The pontiff then goes on to say that the husband and wife are “subject to one another” and that “Christ is the source and at the same time the model of that subjection, which, being reciprocal ‘out of reverence for Christ,’ confers on the conjugal union a profound and mature character.”
This beautiful image helps us see God’s original intent for marriages and for families. Each person is a gift to the other and treats each other as a gift. The husband should strive to love his wife just as Christ loves the Church. That is a love we can only begin to fathom! Husbands should have the same kind of pure love that Christ had when He gave His body for our salvation. And wives should look to their husbands for guidance and leadership, just as both spouses together look to God.
Then, through this mutual love, the husband and wife create a child and bring him up lovingly in the faith, helping him understand his role in the family. As St. Paul teaches, children must obey and honor their parents, for their parents represent the Father here on earth (Eph. 6).

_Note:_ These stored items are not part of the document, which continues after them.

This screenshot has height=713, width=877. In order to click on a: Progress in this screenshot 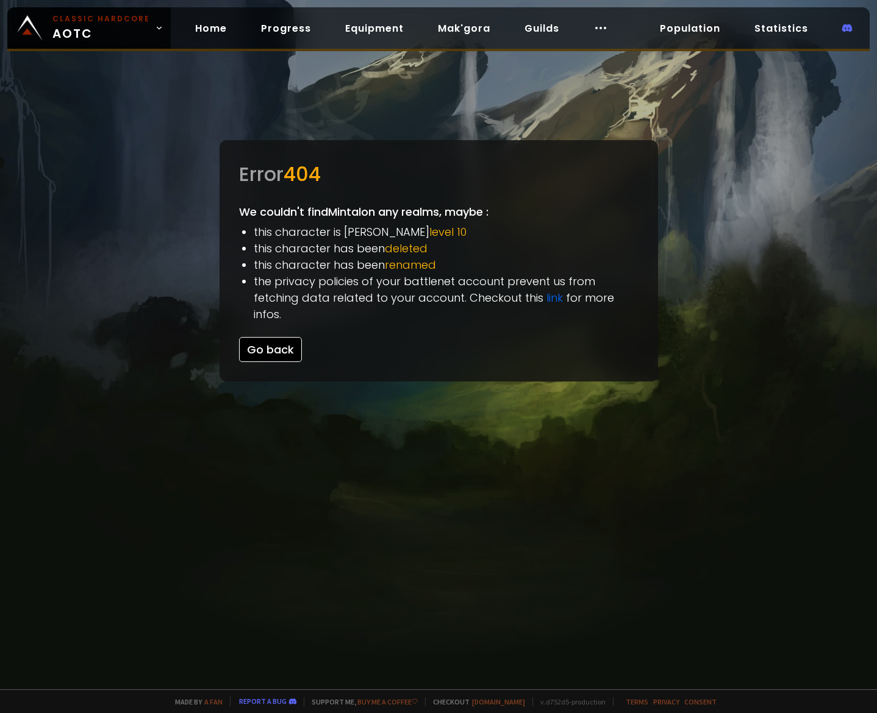, I will do `click(286, 28)`. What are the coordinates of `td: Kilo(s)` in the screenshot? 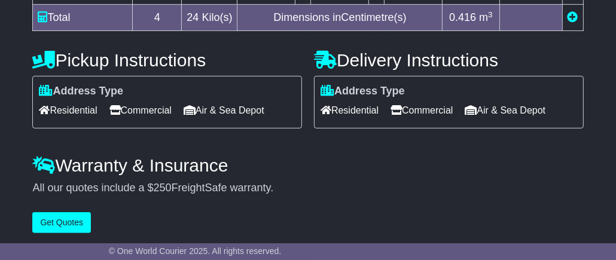 It's located at (209, 18).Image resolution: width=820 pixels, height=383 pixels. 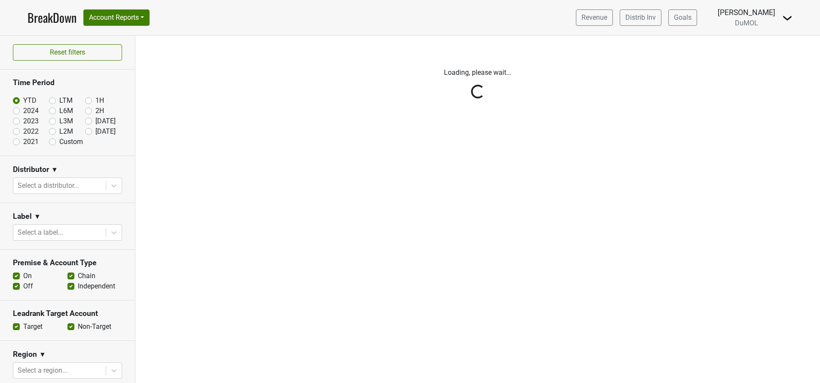 What do you see at coordinates (117, 18) in the screenshot?
I see `button: Account Reports` at bounding box center [117, 18].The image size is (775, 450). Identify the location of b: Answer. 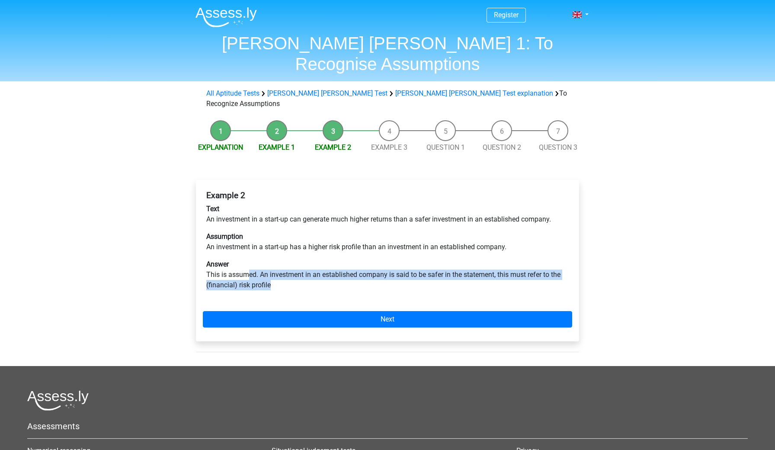
(217, 264).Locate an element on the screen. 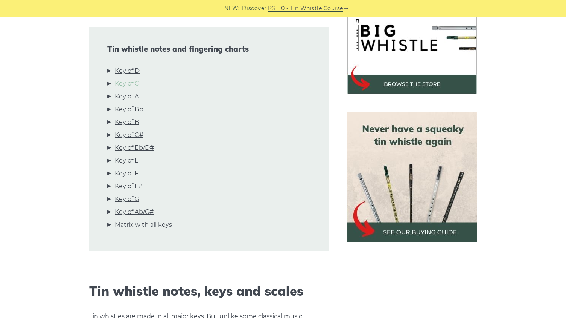  a: Matrix with all keys is located at coordinates (144, 224).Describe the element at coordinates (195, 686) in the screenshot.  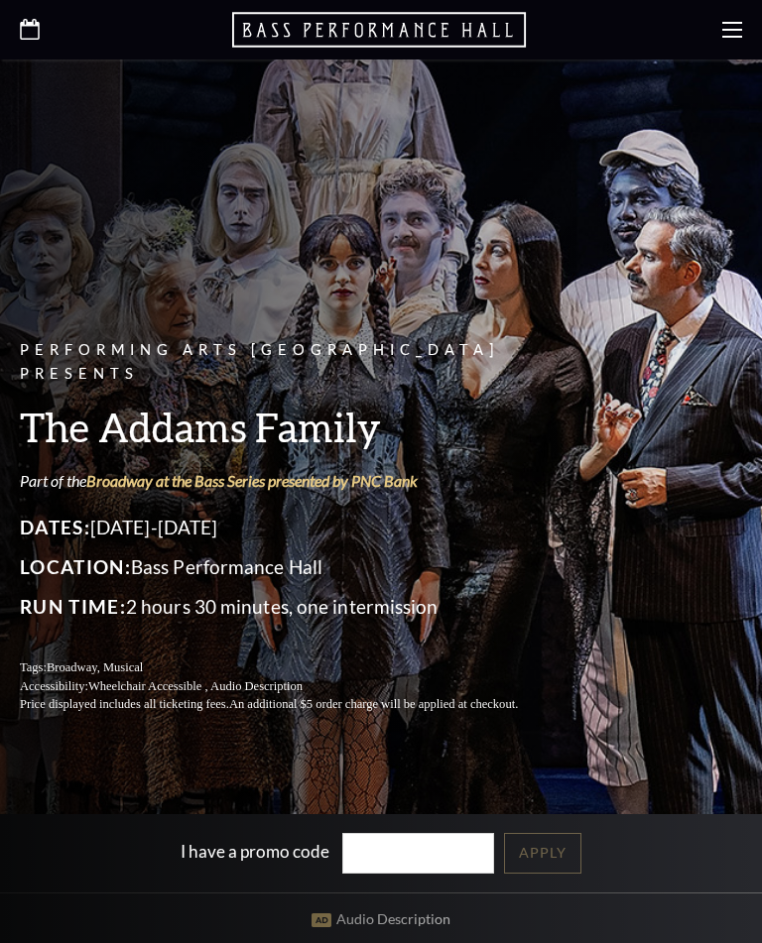
I see `span: Wheelchair Accessible , Audio Description` at that location.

Imagine how beautiful and Godly all marriages would be if all spouses and families understood and lived this kind of love!
Final Thoughts
The Catechism of the Catholic Church teaches that “a man and a woman united in marriage, together with their children, form a family” (2202). The Catechism goes on to say that “in creating man and woman, God instituted the human family and endowed it with its fundamental constitution. Its members are persons equal in dignity. For the common good of its members and of society, the family necessarily has manifold responsibilities, rights, and duties” (2203).
The family is the cornerstone of society. Through the Theology of the Body, Pope John Paul II attempts to teach not only the dignity of each member of the family, but also the importance of the family unit and the role each member plays in their household and within the community.
When we take his message to heart and strive to live according to God’s original plan, we will become closer to that full communion with the Trinity that God desires for us.
This article has been reprinted with permission and can be found at hli.org/resources/family-in-the-theology-of-the-body.